Sun Buys Cobalt
An anonymous reader was the first to note that Sun acquired
Cobalt. The press release is full of all sorts of PR-speak to basically say that sun wants to enter the low-end server market, and this is how they intend to get into the market.
Sun already makes low-end 1U servers. This isn't about buying Cobalt's mediocre hardware like faulty serial consoles, power supply issues, and slow IDE drives. It's about software.
Cobalt makes plug-and-go server appliances. Although you can telnet/SSH into a Cobalt and you can install your own software on them, that's not their selling point. The selling point is that they're web-hosting/email/caching/etc. appliances that can be set up in about ten minutes and managed both by admins and customers almost entirely through slick web interfaces.
This is why ISPs and hosting providers love Cobalt. For instance, the latest Raq models come preconfigured to run as hosting servers for Apache with MySQL, PHP, ASP (thanks to their Chilisoft acquisition), POP and IMAP mail, FTP, log reporting and so forth. With 24/7 phone support for the whole shebang available. And at a price not much different from a vanilla 1U server, that makes them a bargain if you're a hosting provider.
They have competitors, none of whom have gotten it right. Plain servers aren't really competition at all. The Whistler InterJet competes with the Qubes, but it's too rigid and locked down. The Netwinders suffer from awful marketing and a so-so web inetrface.
Cobalt is a brand ISPs trust, and small development shops that build sites on hosted space like the consistency across Cobalt-based hosting providers.
I expect you'll see Sun continue to sell $1200 x86-based, single-processor Raqs and start offering higher-end machines with SCSI and fiber channel, multiple processors, redundancy and so forth, all with Cobalt's well-thought-out browser-based administration rolled in for customers that prefer a few large machines for hosting over racks full of small ones.
And owning ChiliASP can't hurt the iPlanet server line. That's the Cobalt-owned, complete, COM-aware, VBScript and JScript-running Active Server Pages environment for Unix and Linux. Don't be surprised if you see that engine's backend translated into Java and made available on the iPlanet Application Server, for a massively-scalable way to run existing ASP-based applications alongside JSP/servlet/EJB apps.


**The task**. An exact transcription of all the entries is needed; pictures stay out.

**Data excerpts**.
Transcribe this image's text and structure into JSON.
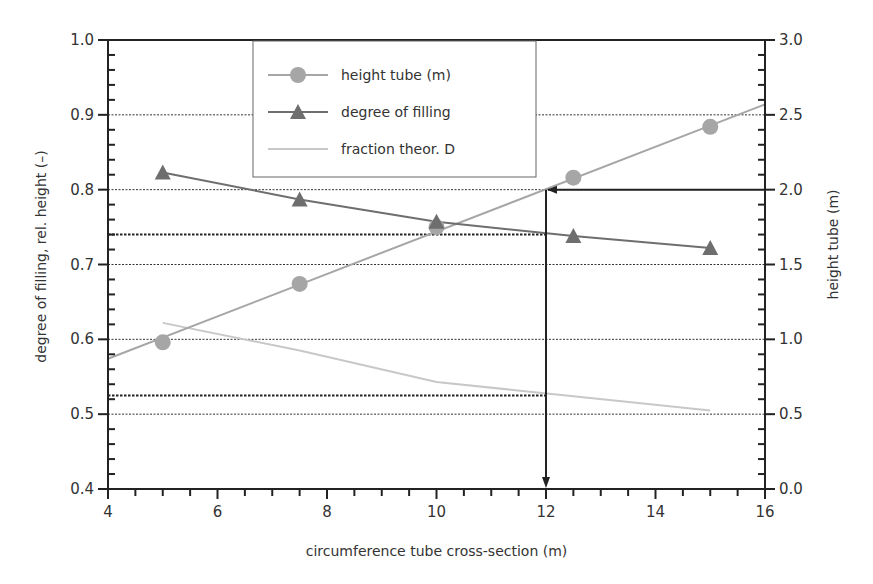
{
  "chart_data": {
    "type": "line",
    "title": "",
    "xlabel": "circumference tube cross-section (m)",
    "ylabel_left": "degree of filling, rel. height (–)",
    "ylabel_right": "height tube (m)",
    "xlim": [
      4,
      16
    ],
    "ylim_left": [
      0.4,
      1.0
    ],
    "ylim_right": [
      0.0,
      3.0
    ],
    "x_ticks": [
      "4",
      "6",
      "8",
      "10",
      "12",
      "14",
      "16"
    ],
    "y_left_ticks": [
      "0.4",
      "0.5",
      "0.6",
      "0.7",
      "0.8",
      "0.9",
      "1.0"
    ],
    "y_right_ticks": [
      "0.0",
      "0.5",
      "1.0",
      "1.5",
      "2.0",
      "2.5",
      "3.0"
    ],
    "grid": "horizontal dotted at 0.5, 0.6, 0.7, 0.8, 0.9 plus reference lines at ~0.74 and ~0.525",
    "legend_position": "top-center",
    "series": [
      {
        "name": "height tube (m)",
        "axis": "right",
        "marker": "circle",
        "color": "#a6a6a6",
        "x": [
          5,
          7.5,
          10,
          12.5,
          15
        ],
        "values": [
          0.98,
          1.37,
          1.75,
          2.08,
          2.42
        ],
        "trend_line": {
          "x": [
            4,
            16
          ],
          "values": [
            0.87,
            2.57
          ]
        }
      },
      {
        "name": "degree of filling",
        "axis": "left",
        "marker": "triangle",
        "color": "#6e6e6e",
        "x": [
          5,
          7.5,
          10,
          12.5,
          15
        ],
        "values": [
          0.823,
          0.787,
          0.757,
          0.738,
          0.722
        ]
      },
      {
        "name": "fraction theor. D",
        "axis": "left",
        "marker": "none",
        "color": "#c8c8c8",
        "x": [
          5,
          7.5,
          10,
          12.5,
          15
        ],
        "values": [
          0.622,
          0.585,
          0.543,
          0.524,
          0.505
        ]
      }
    ],
    "annotations": [
      {
        "type": "arrow",
        "description": "from right axis at height 2.0 m horizontally left to x=12, then down to x-axis at 12",
        "x": 12,
        "y_right": 2.0
      }
    ],
    "reference_lines_left": [
      0.74,
      0.525
    ]
  },
  "legend": {
    "items": [
      {
        "label": "height tube (m)"
      },
      {
        "label": "degree of filling"
      },
      {
        "label": "fraction theor. D"
      }
    ]
  }
}
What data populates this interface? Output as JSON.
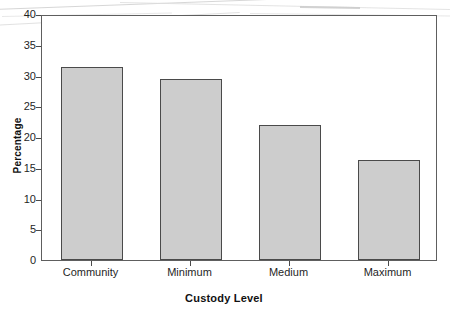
{
  "chart_data": {
    "type": "bar",
    "title": "",
    "xlabel": "Custody Level",
    "ylabel": "Percentage",
    "categories": [
      "Community",
      "Minimum",
      "Medium",
      "Maximum"
    ],
    "values": [
      31.4,
      29.5,
      22.0,
      16.3
    ],
    "ylim": [
      0,
      40
    ],
    "ytick_step": 5,
    "ytick_labels": [
      "0",
      "5",
      "10",
      "15",
      "20",
      "25",
      "30",
      "35",
      "40"
    ],
    "grid": false,
    "legend": false,
    "bar_fill_color": "#cdcdcd",
    "bar_border_color": "#4a4a4a",
    "axis_color": "#5e5e5e",
    "text_color": "#1f1f1f"
  }
}
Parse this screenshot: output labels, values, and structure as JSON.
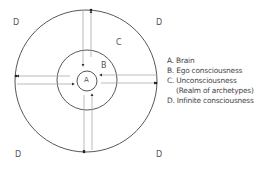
{
  "diagram": {
    "corner_labels": [
      "D",
      "D",
      "D",
      "D"
    ],
    "region_labels": {
      "a": "A",
      "b": "B",
      "c": "C"
    },
    "legend": [
      "A. Brain",
      "B. Ego consciousness",
      "C. Unconsciousness",
      "(Realm of archetypes)",
      "D. Infinite consciousness"
    ],
    "colors": {
      "circle": "#333333",
      "arrow_line": "#999999",
      "text": "#555555"
    }
  }
}
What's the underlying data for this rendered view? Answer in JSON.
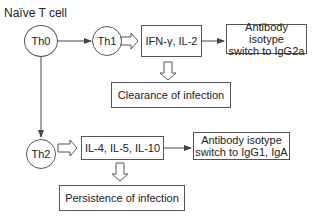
{
  "diagram": {
    "title": "Naïve T cell",
    "nodes": {
      "th0": "Th0",
      "th1": "Th1",
      "th2": "Th2",
      "th1_cytokines": "IFN-γ,  IL-2",
      "th1_antibody_line1": "Antibody isotype",
      "th1_antibody_line2": "switch to IgG2a",
      "th1_outcome": "Clearance of infection",
      "th2_cytokines": "IL-4,  IL-5, IL-10",
      "th2_antibody_line1": "Antibody isotype",
      "th2_antibody_line2": "switch to IgG1, IgA",
      "th2_outcome": "Persistence of infection"
    },
    "edges": [
      {
        "from": "Th0",
        "to": "Th1",
        "style": "line-arrow"
      },
      {
        "from": "Th0",
        "to": "Th2",
        "style": "line-arrow"
      },
      {
        "from": "Th1",
        "to": "IFN-γ, IL-2",
        "style": "hollow-arrow"
      },
      {
        "from": "IFN-γ, IL-2",
        "to": "Antibody isotype switch to IgG2a",
        "style": "line-arrow"
      },
      {
        "from": "IFN-γ, IL-2",
        "to": "Clearance of infection",
        "style": "hollow-arrow"
      },
      {
        "from": "Th2",
        "to": "IL-4, IL-5, IL-10",
        "style": "hollow-arrow"
      },
      {
        "from": "IL-4, IL-5, IL-10",
        "to": "Antibody isotype switch to IgG1, IgA",
        "style": "line-arrow"
      },
      {
        "from": "IL-4, IL-5, IL-10",
        "to": "Persistence of infection",
        "style": "hollow-arrow"
      }
    ],
    "colors": {
      "stroke": "#555555",
      "text": "#222222",
      "background": "#ffffff"
    }
  }
}
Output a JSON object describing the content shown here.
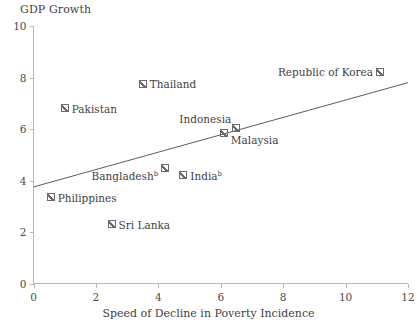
{
  "chart_data": {
    "type": "scatter",
    "title": "",
    "ylabel": "GDP Growth",
    "xlabel": "Speed of Decline in Poverty Incidence",
    "xlim": [
      0,
      12
    ],
    "ylim": [
      0,
      10
    ],
    "xticks": [
      "0",
      "2",
      "4",
      "6",
      "8",
      "10",
      "12"
    ],
    "yticks": [
      "0",
      "2",
      "4",
      "6",
      "8",
      "10"
    ],
    "grid": false,
    "legend": "none",
    "points": [
      {
        "label": "Pakistan",
        "x": 1.0,
        "y": 6.8,
        "label_pos": "right"
      },
      {
        "label": "Thailand",
        "x": 3.5,
        "y": 7.75,
        "label_pos": "right"
      },
      {
        "label": "Republic of Korea",
        "x": 11.1,
        "y": 8.2,
        "label_pos": "left"
      },
      {
        "label": "Indonesia",
        "x": 6.5,
        "y": 6.05,
        "label_pos": "above-left"
      },
      {
        "label": "Malaysia",
        "x": 6.1,
        "y": 5.85,
        "label_pos": "below-right"
      },
      {
        "label": "Bangladesh",
        "x": 4.2,
        "y": 4.5,
        "label_pos": "below-left",
        "superscript": "b"
      },
      {
        "label": "India",
        "x": 4.8,
        "y": 4.2,
        "label_pos": "right",
        "superscript": "b"
      },
      {
        "label": "Philippines",
        "x": 0.55,
        "y": 3.35,
        "label_pos": "right"
      },
      {
        "label": "Sri Lanka",
        "x": 2.5,
        "y": 2.3,
        "label_pos": "right"
      }
    ],
    "trend_line": {
      "x_start": 0,
      "y_start": 3.75,
      "x_end": 12,
      "y_end": 7.8
    },
    "colors": {
      "axis": "#b9b9b9",
      "marker": "#6b6b6b",
      "trend": "#5c5c5c",
      "text": "#3f3f3f",
      "background": "#ffffff"
    }
  }
}
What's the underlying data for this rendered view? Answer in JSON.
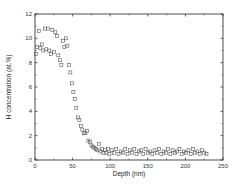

**Task output**.
Transcribe this image's text and structure into JSON.
{
  "chart_data": {
    "type": "line",
    "title": "",
    "xlabel": "circumference tube cross-section (m)",
    "ylabel_left": "degree of filling, rel. height (–)",
    "ylabel_right": "height tube (m)",
    "xlim": [
      4,
      16
    ],
    "ylim_left": [
      0.4,
      1.0
    ],
    "ylim_right": [
      0.0,
      3.0
    ],
    "x_ticks": [
      "4",
      "6",
      "8",
      "10",
      "12",
      "14",
      "16"
    ],
    "y_left_ticks": [
      "0.4",
      "0.5",
      "0.6",
      "0.7",
      "0.8",
      "0.9",
      "1.0"
    ],
    "y_right_ticks": [
      "0.0",
      "0.5",
      "1.0",
      "1.5",
      "2.0",
      "2.5",
      "3.0"
    ],
    "grid": "horizontal dotted at 0.5, 0.6, 0.7, 0.8, 0.9 plus reference lines at ~0.74 and ~0.525",
    "legend_position": "top-center",
    "series": [
      {
        "name": "height tube (m)",
        "axis": "right",
        "marker": "circle",
        "color": "#a6a6a6",
        "x": [
          5,
          7.5,
          10,
          12.5,
          15
        ],
        "values": [
          0.98,
          1.37,
          1.75,
          2.08,
          2.42
        ],
        "trend_line": {
          "x": [
            4,
            16
          ],
          "values": [
            0.87,
            2.57
          ]
        }
      },
      {
        "name": "degree of filling",
        "axis": "left",
        "marker": "triangle",
        "color": "#6e6e6e",
        "x": [
          5,
          7.5,
          10,
          12.5,
          15
        ],
        "values": [
          0.823,
          0.787,
          0.757,
          0.738,
          0.722
        ]
      },
      {
        "name": "fraction theor. D",
        "axis": "left",
        "marker": "none",
        "color": "#c8c8c8",
        "x": [
          5,
          7.5,
          10,
          12.5,
          15
        ],
        "values": [
          0.622,
          0.585,
          0.543,
          0.524,
          0.505
        ]
      }
    ],
    "annotations": [
      {
        "type": "arrow",
        "description": "from right axis at height 2.0 m horizontally left to x=12, then down to x-axis at 12",
        "x": 12,
        "y_right": 2.0
      }
    ],
    "reference_lines_left": [
      0.74,
      0.525
    ]
  },
  "legend": {
    "items": [
      {
        "label": "height tube (m)"
      },
      {
        "label": "degree of filling"
      },
      {
        "label": "fraction theor. D"
      }
    ]
  }
}
What data populates this interface? Output as JSON.
{
  "chart_data": {
    "type": "bar",
    "title": "",
    "xlabel": "Custody Level",
    "ylabel": "Percentage",
    "categories": [
      "Community",
      "Minimum",
      "Medium",
      "Maximum"
    ],
    "values": [
      31.4,
      29.5,
      22.0,
      16.3
    ],
    "ylim": [
      0,
      40
    ],
    "ytick_step": 5,
    "ytick_labels": [
      "0",
      "5",
      "10",
      "15",
      "20",
      "25",
      "30",
      "35",
      "40"
    ],
    "grid": false,
    "legend": false,
    "bar_fill_color": "#cdcdcd",
    "bar_border_color": "#4a4a4a",
    "axis_color": "#5e5e5e",
    "text_color": "#1f1f1f"
  }
}
Parse this screenshot: output labels, values, and structure as JSON.
{
  "diagram": {
    "corner_labels": [
      "D",
      "D",
      "D",
      "D"
    ],
    "region_labels": {
      "a": "A",
      "b": "B",
      "c": "C"
    },
    "legend": [
      "A. Brain",
      "B. Ego consciousness",
      "C. Unconsciousness",
      "(Realm of archetypes)",
      "D. Infinite consciousness"
    ],
    "colors": {
      "circle": "#333333",
      "arrow_line": "#999999",
      "text": "#555555"
    }
  }
}
What's the underlying data for this rendered view? Answer in JSON.
{
  "diagram": {
    "title": "Naïve T cell",
    "nodes": {
      "th0": "Th0",
      "th1": "Th1",
      "th2": "Th2",
      "th1_cytokines": "IFN-γ,  IL-2",
      "th1_antibody_line1": "Antibody isotype",
      "th1_antibody_line2": "switch to IgG2a",
      "th1_outcome": "Clearance of infection",
      "th2_cytokines": "IL-4,  IL-5, IL-10",
      "th2_antibody_line1": "Antibody isotype",
      "th2_antibody_line2": "switch to IgG1, IgA",
      "th2_outcome": "Persistence of infection"
    },
    "edges": [
      {
        "from": "Th0",
        "to": "Th1",
        "style": "line-arrow"
      },
      {
        "from": "Th0",
        "to": "Th2",
        "style": "line-arrow"
      },
      {
        "from": "Th1",
        "to": "IFN-γ, IL-2",
        "style": "hollow-arrow"
      },
      {
        "from": "IFN-γ, IL-2",
        "to": "Antibody isotype switch to IgG2a",
        "style": "line-arrow"
      },
      {
        "from": "IFN-γ, IL-2",
        "to": "Clearance of infection",
        "style": "hollow-arrow"
      },
      {
        "from": "Th2",
        "to": "IL-4, IL-5, IL-10",
        "style": "hollow-arrow"
      },
      {
        "from": "IL-4, IL-5, IL-10",
        "to": "Antibody isotype switch to IgG1, IgA",
        "style": "line-arrow"
      },
      {
        "from": "IL-4, IL-5, IL-10",
        "to": "Persistence of infection",
        "style": "hollow-arrow"
      }
    ],
    "colors": {
      "stroke": "#555555",
      "text": "#222222",
      "background": "#ffffff"
    }
  }
}
Output a JSON object describing the content shown here.
{
  "chart_data": {
    "type": "scatter",
    "title": "",
    "ylabel": "GDP Growth",
    "xlabel": "Speed of Decline in Poverty Incidence",
    "xlim": [
      0,
      12
    ],
    "ylim": [
      0,
      10
    ],
    "xticks": [
      "0",
      "2",
      "4",
      "6",
      "8",
      "10",
      "12"
    ],
    "yticks": [
      "0",
      "2",
      "4",
      "6",
      "8",
      "10"
    ],
    "grid": false,
    "legend": "none",
    "points": [
      {
        "label": "Pakistan",
        "x": 1.0,
        "y": 6.8,
        "label_pos": "right"
      },
      {
        "label": "Thailand",
        "x": 3.5,
        "y": 7.75,
        "label_pos": "right"
      },
      {
        "label": "Republic of Korea",
        "x": 11.1,
        "y": 8.2,
        "label_pos": "left"
      },
      {
        "label": "Indonesia",
        "x": 6.5,
        "y": 6.05,
        "label_pos": "above-left"
      },
      {
        "label": "Malaysia",
        "x": 6.1,
        "y": 5.85,
        "label_pos": "below-right"
      },
      {
        "label": "Bangladesh",
        "x": 4.2,
        "y": 4.5,
        "label_pos": "below-left",
        "superscript": "b"
      },
      {
        "label": "India",
        "x": 4.8,
        "y": 4.2,
        "label_pos": "right",
        "superscript": "b"
      },
      {
        "label": "Philippines",
        "x": 0.55,
        "y": 3.35,
        "label_pos": "right"
      },
      {
        "label": "Sri Lanka",
        "x": 2.5,
        "y": 2.3,
        "label_pos": "right"
      }
    ],
    "trend_line": {
      "x_start": 0,
      "y_start": 3.75,
      "x_end": 12,
      "y_end": 7.8
    },
    "colors": {
      "axis": "#b9b9b9",
      "marker": "#6b6b6b",
      "trend": "#5c5c5c",
      "text": "#3f3f3f",
      "background": "#ffffff"
    }
  }
}
What's the underlying data for this rendered view? Answer in JSON.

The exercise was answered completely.